Tesla: Class action lawsuit after video privacy violation

Tesla: Class action lawsuit after video privacy violation

Tesla is going through a complex moment, following a report that its employees had access to private videos recorded from various cars and then shared as memes in closed groups. Following the report of Reutersthe company could face a possible class action lawsuit.

 

The request was filed last week, a day after it was reported that employees at Tesla would share highly invasive videos and images recorded by cameras in customers’ cars on the company’s messaging systems between 2019 and 2022.

Henry Yeh, a San Francisco resident and owner of a Tesla Model Y, alleges in the lawsuit that Tesla employees violated customers’ privacy by accessing and sharing the images and videos for their “unpleasant and torturous entertainment,” resulting in “humiliation of those recorded without their knowledge.” The plaintiff contends that Tesla’s conduct is “particularly egregious” and “highly offensive.”

Yeh filed the case in the U.S. District Court for the Northern District of California, and the potential class action would include people who owned or leased a Tesla within the last four years. His attorney, Scott Fitzgerald, told the media that “like anyone else, Mr. Yeh is outraged by the idea that Tesla’s cameras could be used to violate his family’s privacy, which the California Constitution scrupulously protects. Tesla must be held accountable for these invasions and for misrepresenting its lax privacy practices to him and other owners of Tesla cars.”

In the last week, a Reuters report collected testimony from Tesla employees who pointed to the existence of an internal network of collaborators accessing and sharing videos and photos captured from cameras added on vehicles to enhance autonomous driving and surveillance systems.

Former employee said Tesla employees could see customers. “doing really intimate things. We could see their kids.” Other images were pictures of dogs and funny road signs that became memes. Some of the videos were only shared between two employees in direct messages, while others could be viewed more widely.

Seven former employees mentioned to Reuters that the software they used at work could show location data from the recordings and potentially reveal where a Tesla owner lived. Tesla’s online “Customer Privacy Notice” states that its “camera recordings remain anonymous and are not linked to you or your vehicle.”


* _Work instructions_
The lines from the start of the records below through the line containing "The width and" are to be copied exactly, both ends included, with nothing added.

•••

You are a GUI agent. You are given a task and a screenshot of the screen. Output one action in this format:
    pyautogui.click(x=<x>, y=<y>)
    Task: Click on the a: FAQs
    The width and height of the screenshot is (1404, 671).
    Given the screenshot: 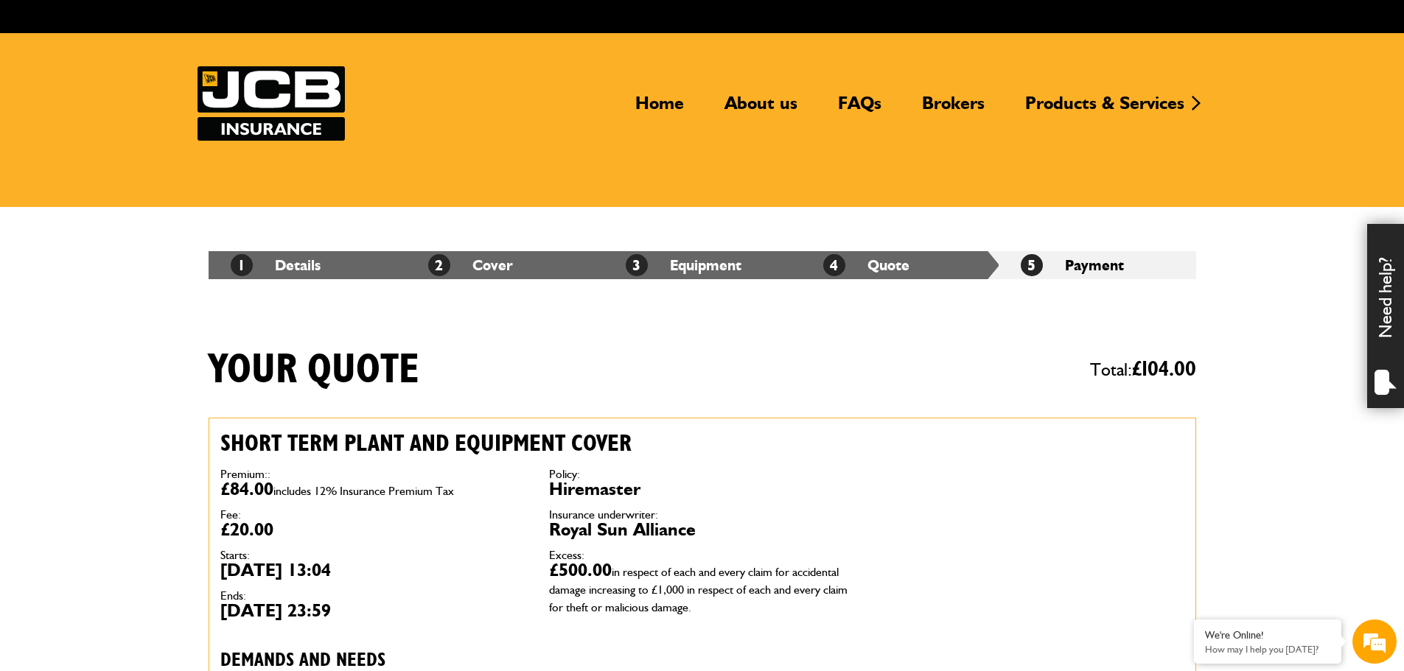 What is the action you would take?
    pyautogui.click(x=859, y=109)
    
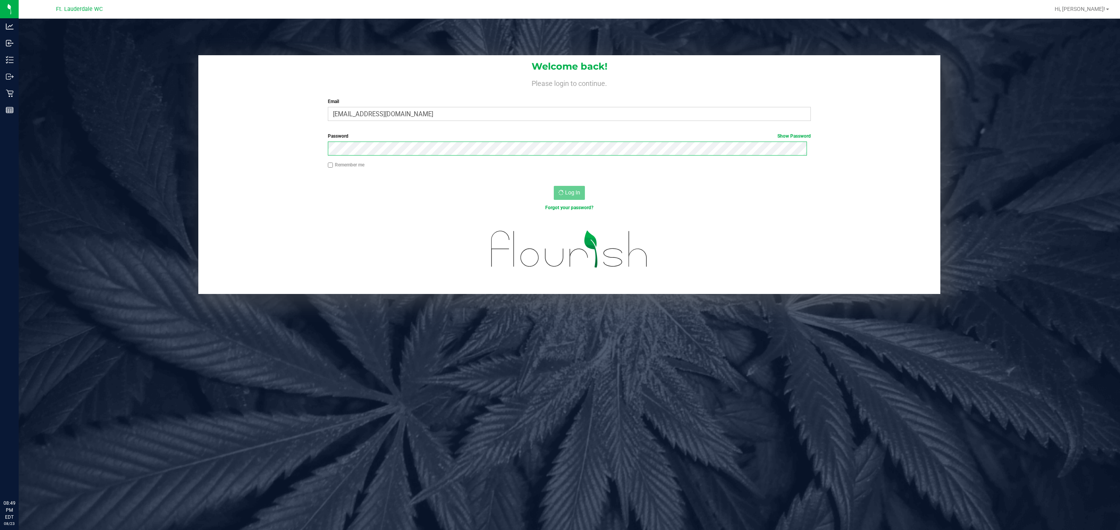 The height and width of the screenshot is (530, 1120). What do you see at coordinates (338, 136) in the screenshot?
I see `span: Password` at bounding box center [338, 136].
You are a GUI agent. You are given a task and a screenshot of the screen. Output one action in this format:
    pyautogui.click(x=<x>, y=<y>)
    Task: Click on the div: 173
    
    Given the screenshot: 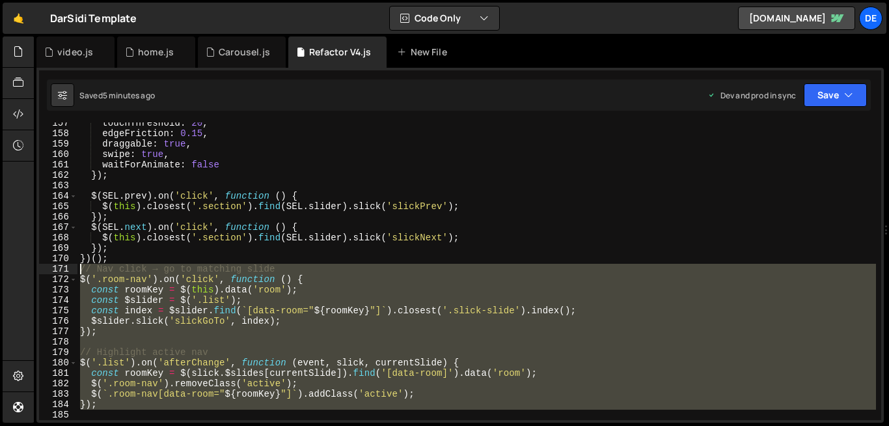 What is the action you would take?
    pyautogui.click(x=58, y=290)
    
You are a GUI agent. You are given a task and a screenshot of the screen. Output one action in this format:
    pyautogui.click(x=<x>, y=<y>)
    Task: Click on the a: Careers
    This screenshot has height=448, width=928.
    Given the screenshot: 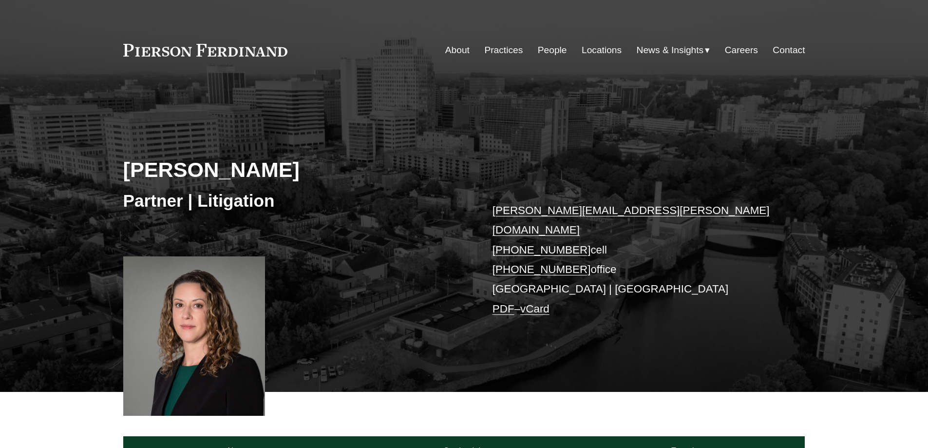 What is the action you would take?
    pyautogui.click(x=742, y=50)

•••

* _Task answer_
You are a GUI agent. You are given a task and a screenshot of the screen. Output one action in this format:
    pyautogui.click(x=<x>, y=<y>)
    Task: Click on the a: FAQs
    The width and height of the screenshot is (1404, 671).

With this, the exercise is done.